Gadhafi's Last Stand?
- First Posted: Feb 22 2011 15:08 PM
- Updated: about 2 hours ago
The violence in Libya this week is horrifying, but don't forget all the other crimes Gadhafi's committed during his bloody 40-year career as an international terrorist.
It’s hard to say anything about the Libyan people currently giving their lives to defeat Moammar Gadhafi’s murderous regime except to praise them for their "unfathomable bravery" which the Globe and Mail’s editors do with some eloquence today.
In the National Post, Matt Gurney says that the fact that Gadhafi is bombing civilians in his own capital is surely a sign that he is about to be deposed. “If the only thing standing between Gadhafi and the mobs is an air force required to bomb civilians, he should flee now,” he writes. “He’ll run out of ammunition and willing pilots before the crowds run out of angry young men.”
The Post’s Peter Goodspeed reminds those of us with short memories that Gadhafi’s atrocities are not limited to violence he’s unleashed against his own citizens. “To understand the horrors being visited on Libyans today, you just have to remember that, before Osama bin Laden, Col. Gaddafi was the world’s super terrorist,” he writes. Gadhafi’s record is indeed lengthy and terrifying: funding the PLO’s Black September Movement, hiring Carlos “the Jackal” to kidnap OPEC ministers, supporting the regimes of Uganda’s Idi Amin and Sierra Leone’s Charles Taylor, and the Lockerbie bombing in 1988. Suffice it to say, Libyans won’t be the only ones sleeping easier if Gadhafi goes.
Meanwhile in Egypt …
The Globe’s Lysiane Gagnon says the widespread use of the word “revolution” to describe what happened in Egypt is inaccurate, and that so far all we’ve seen is a revolt that achieved the limited goal of ousting Hosni Mubarak. Power remains where it has for decades, in the hands of the military, and only future events can determine if we’ve witnessed the beginning of an authentic revolution.
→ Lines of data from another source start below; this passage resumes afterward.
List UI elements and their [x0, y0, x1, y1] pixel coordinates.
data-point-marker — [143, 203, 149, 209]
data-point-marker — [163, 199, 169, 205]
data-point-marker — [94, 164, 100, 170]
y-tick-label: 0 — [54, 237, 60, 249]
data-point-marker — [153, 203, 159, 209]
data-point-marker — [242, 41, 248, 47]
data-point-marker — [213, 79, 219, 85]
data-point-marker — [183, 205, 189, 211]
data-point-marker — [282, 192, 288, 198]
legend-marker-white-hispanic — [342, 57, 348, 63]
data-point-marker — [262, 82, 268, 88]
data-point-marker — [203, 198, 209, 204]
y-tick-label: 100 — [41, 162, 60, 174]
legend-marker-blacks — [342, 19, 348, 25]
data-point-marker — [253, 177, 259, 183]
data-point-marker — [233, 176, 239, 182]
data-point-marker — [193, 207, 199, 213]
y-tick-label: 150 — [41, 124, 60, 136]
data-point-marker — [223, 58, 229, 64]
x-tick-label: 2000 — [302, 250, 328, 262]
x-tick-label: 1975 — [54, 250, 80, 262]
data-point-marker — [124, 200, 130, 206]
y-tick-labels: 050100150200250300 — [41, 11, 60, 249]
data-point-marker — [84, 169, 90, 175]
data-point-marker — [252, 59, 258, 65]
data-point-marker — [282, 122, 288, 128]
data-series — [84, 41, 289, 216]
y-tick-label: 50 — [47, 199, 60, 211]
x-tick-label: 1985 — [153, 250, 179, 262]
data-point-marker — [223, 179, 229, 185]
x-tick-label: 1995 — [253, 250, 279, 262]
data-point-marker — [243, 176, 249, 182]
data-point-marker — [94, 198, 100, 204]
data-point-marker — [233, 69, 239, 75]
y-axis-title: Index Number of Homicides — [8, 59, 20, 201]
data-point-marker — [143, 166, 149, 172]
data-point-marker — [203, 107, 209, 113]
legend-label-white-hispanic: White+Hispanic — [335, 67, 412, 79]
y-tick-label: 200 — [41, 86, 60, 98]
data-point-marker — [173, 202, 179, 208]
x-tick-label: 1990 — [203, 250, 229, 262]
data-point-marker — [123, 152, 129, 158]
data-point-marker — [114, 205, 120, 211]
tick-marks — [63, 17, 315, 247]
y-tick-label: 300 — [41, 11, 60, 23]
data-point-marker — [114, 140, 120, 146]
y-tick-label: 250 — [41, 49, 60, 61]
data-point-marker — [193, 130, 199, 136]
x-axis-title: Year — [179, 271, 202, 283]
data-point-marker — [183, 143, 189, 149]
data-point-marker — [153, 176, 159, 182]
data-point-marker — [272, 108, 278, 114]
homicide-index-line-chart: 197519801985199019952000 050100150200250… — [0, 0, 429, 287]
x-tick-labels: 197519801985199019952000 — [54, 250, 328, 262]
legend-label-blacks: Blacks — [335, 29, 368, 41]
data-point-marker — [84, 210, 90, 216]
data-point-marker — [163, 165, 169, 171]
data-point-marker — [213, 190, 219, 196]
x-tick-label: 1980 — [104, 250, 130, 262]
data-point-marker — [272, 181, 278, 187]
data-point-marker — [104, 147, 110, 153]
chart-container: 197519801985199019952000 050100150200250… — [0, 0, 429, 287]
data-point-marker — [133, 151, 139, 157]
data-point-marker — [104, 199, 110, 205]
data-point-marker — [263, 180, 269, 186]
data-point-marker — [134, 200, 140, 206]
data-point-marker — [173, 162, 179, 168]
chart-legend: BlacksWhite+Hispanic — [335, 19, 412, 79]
Although Egypt in 2011 has been compared to a lot of other countries, not many have made the analogy Sun Media’s Peter Worthington does when he predicts the nation could become the next Pakistan, where the army has traded power with civilian governments since 1947, to chaotic effect. Worthington could be right, but let’s hope not. One Pakistan is more than enough.